Fri | May 10, 2024

Visitors spend US$37 billion in Caribbean

Published:Thursday | February 15, 2018 | 12:00 AMJanet Silvera/Gleaner Writer
Ryan Skeete (left) and Hugh Riley at the CTO press conference on Thursday morning.

WESTERN BUREAU:

Despite a number of islands being ravaged by two powerful hurricanes, Caribbean tourism reached another major milestone in 2017, surpassing 30 million stopover arrivals for the very first time.

The region, according to Caribbean Tourism Organization (CTO) Acting Director for Research Ryan Skeete also experienced a whopping and hard-to-ignore US$37 billion in total visitor spending.

Skeete, who was delivering an address at the CTO Headquarters, Warrens, St Michael, Barbados, yesterday, further noted that the record-breaking performance was primarily supported by sustained economic growth in all of the Caribbean's major source markets.

"Our major source market, the United States, grew by approximately 0.5 per cent to reach an estimated 14.9 million visits to the region. This performance was attributed to solid economic growth, a low unemployment rate, and high consumer confidence in the US," Skeete pointed out.

 

Improvement

 

"Arrivals from the European market totalled 5.8 million and improved by an estimated 6.2 per cent, the strongest growth among the main markets. Visits from the Canadian market rebounded in 2017, growing by 4.3 per cent compared to a decline of 3.1 per cent in 2016."

Skeete added that several countries, notably, St Lucia (11 per cent), Belize (10.8 per cent), and Bermuda (10.3 per cent), reported double-digit increases in 2017 while the hurricane-affected countries recorded decreases ranging from -18 per cent to -7 per cent.

The contributing factors, he said, were that the countries that experienced the massive boom had greater air access from the source markets to the region and the realisation of significant investments, including hotels, to enhance the tourism product.

 

Cruise passenger arrivals record set in 2017

 

Caribbean Tourism Organization (CTO) Acting Director for Research Ryan Skeete has indicated that cruise passenger arrivals set a new landmark in 2017, reaching an estimated 27 million visits to the region. This, he said, was 2.4 per cent higher than recorded numbers in 2016.

"The cruise passenger performance mirrors the performance of tourist arrivals as it grew strongly (4.6 per cent) in the first half of 2017 but contracted marginally (-0.4 per cent) in the second half of the year. Indeed, cruise passenger arrivals fell dramatically in September by some 20 per cent. However, growth resumed in October, which saw a two per cent increase," Skeete added.

For his part, secretary general of the CTO Hugh Riley said that despite the glowing numbers in both revenues and visitor arrivals, the Caribbean is yet to maximise its full potential and can do better.

"Tourism is the business that delivers foreign exchange every time a plane lands and a cruise ship docks. It reduces unemployment and delivers massive amounts of tax dollars to our national treasuries," Riley emphasised.

"Therefore, we should worry when we're not using this job-creating, tax-generating, foreign-exchange-earning machine to its full potential. We should worry when the rate of occupancy across the region is still below 70 per cent. This tells us that we have an opportunity - indeed, a responsibility - to market ourselves more effectively, to fill those empty rooms.

"Until we do those things, we are not capitalising on the substantial investment we have already made to build the plant in the first place, and we are leaving ourselves vulnerable to further erosion of our competitive position," he added.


WHAT IS EXPECTED
Each entry should be restated word for word, with all pictures left out.
--- --- ---
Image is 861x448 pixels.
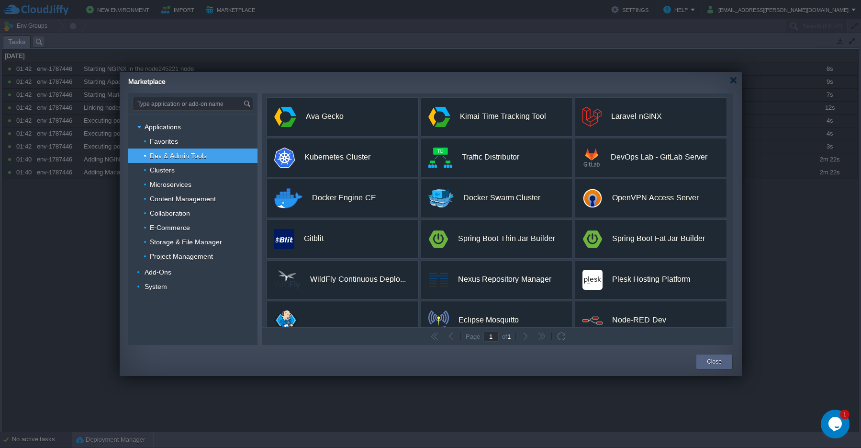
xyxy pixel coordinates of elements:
[612,269,691,289] div: Plesk Hosting Platform
[611,147,708,167] div: DevOps Lab - GitLab Server
[462,147,520,167] div: Traffic Distributor
[429,147,453,168] img: public.php
[149,166,176,174] a: Clusters
[149,194,217,203] a: Content Management
[707,357,722,366] button: Close
[583,229,603,249] img: spring-boot-logo.png
[144,268,173,276] a: Add-Ons
[429,310,449,330] img: mosquitto-logo.png
[274,107,296,127] img: app.svg
[310,269,406,289] div: WildFly Continuous Deployment
[583,310,603,330] img: node-red-logo.png
[149,180,193,189] a: Microservices
[429,188,454,208] img: docker-swarm-logo-89x70.png
[499,332,514,340] div: of
[274,147,295,168] img: k8s-logo.png
[429,229,449,249] img: spring-boot-logo.png
[612,310,667,330] div: Node-RED Dev
[821,409,852,438] iframe: chat widget
[612,106,662,126] div: Laravel nGINX
[583,107,602,127] img: logomark.min.svg
[429,107,451,127] img: app.svg
[612,228,705,249] div: Spring Boot Fat Jar Builder
[458,269,552,289] div: Nexus Repository Manager
[429,270,449,290] img: Nexus.png
[304,228,324,249] div: Gitblit
[149,238,224,246] a: Storage & File Manager
[458,228,555,249] div: Spring Boot Thin Jar Builder
[274,188,303,208] img: docker-engine-logo-2.png
[149,137,180,146] a: Favorites
[583,188,603,208] img: logo.png
[274,310,298,330] img: jenkins-jelastic.png
[149,223,192,232] a: E-Commerce
[149,209,192,217] a: Collaboration
[305,147,370,167] div: Kubernetes Cluster
[274,270,301,290] img: wildfly-logo-70px.png
[144,282,169,291] a: System
[459,310,519,330] div: Eclipse Mosquitto
[463,333,484,340] div: Page
[312,188,376,208] div: Docker Engine CE
[149,151,208,160] a: Dev & Admin Tools
[149,252,215,261] a: Project Management
[306,106,343,126] div: Ava Gecko
[460,106,546,126] div: Kimai Time Tracking Tool
[128,78,166,85] span: Marketplace
[583,270,603,290] img: plesk.png
[464,188,541,208] div: Docker Swarm Cluster
[583,147,601,168] img: gitlab-logo.png
[144,123,182,131] a: Applications
[508,333,511,340] span: 1
[612,188,699,208] div: OpenVPN Access Server
[274,229,295,249] img: public.php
--- --- ---
PROBLEM SOLUTION
Image is 861x448 pixels.
xyxy pixel coordinates of elements:
[612,269,691,289] div: Plesk Hosting Platform
[611,147,708,167] div: DevOps Lab - GitLab Server
[462,147,520,167] div: Traffic Distributor
[429,147,453,168] img: public.php
[149,166,176,174] a: Clusters
[149,194,217,203] a: Content Management
[707,357,722,366] button: Close
[583,229,603,249] img: spring-boot-logo.png
[144,268,173,276] a: Add-Ons
[429,310,449,330] img: mosquitto-logo.png
[274,107,296,127] img: app.svg
[310,269,406,289] div: WildFly Continuous Deployment
[583,310,603,330] img: node-red-logo.png
[149,180,193,189] a: Microservices
[429,188,454,208] img: docker-swarm-logo-89x70.png
[499,332,514,340] div: of
[274,147,295,168] img: k8s-logo.png
[429,229,449,249] img: spring-boot-logo.png
[612,310,667,330] div: Node-RED Dev
[821,409,852,438] iframe: chat widget
[612,106,662,126] div: Laravel nGINX
[583,107,602,127] img: logomark.min.svg
[429,107,451,127] img: app.svg
[612,228,705,249] div: Spring Boot Fat Jar Builder
[458,269,552,289] div: Nexus Repository Manager
[429,270,449,290] img: Nexus.png
[304,228,324,249] div: Gitblit
[149,238,224,246] a: Storage & File Manager
[458,228,555,249] div: Spring Boot Thin Jar Builder
[274,188,303,208] img: docker-engine-logo-2.png
[149,137,180,146] a: Favorites
[583,188,603,208] img: logo.png
[274,310,298,330] img: jenkins-jelastic.png
[149,223,192,232] a: E-Commerce
[149,209,192,217] a: Collaboration
[305,147,370,167] div: Kubernetes Cluster
[274,270,301,290] img: wildfly-logo-70px.png
[144,282,169,291] a: System
[459,310,519,330] div: Eclipse Mosquitto
[463,333,484,340] div: Page
[312,188,376,208] div: Docker Engine CE
[149,151,208,160] a: Dev & Admin Tools
[149,252,215,261] a: Project Management
[306,106,343,126] div: Ava Gecko
[460,106,546,126] div: Kimai Time Tracking Tool
[128,78,166,85] span: Marketplace
[583,270,603,290] img: plesk.png
[464,188,541,208] div: Docker Swarm Cluster
[583,147,601,168] img: gitlab-logo.png
[144,123,182,131] a: Applications
[508,333,511,340] span: 1
[612,188,699,208] div: OpenVPN Access Server
[274,229,295,249] img: public.php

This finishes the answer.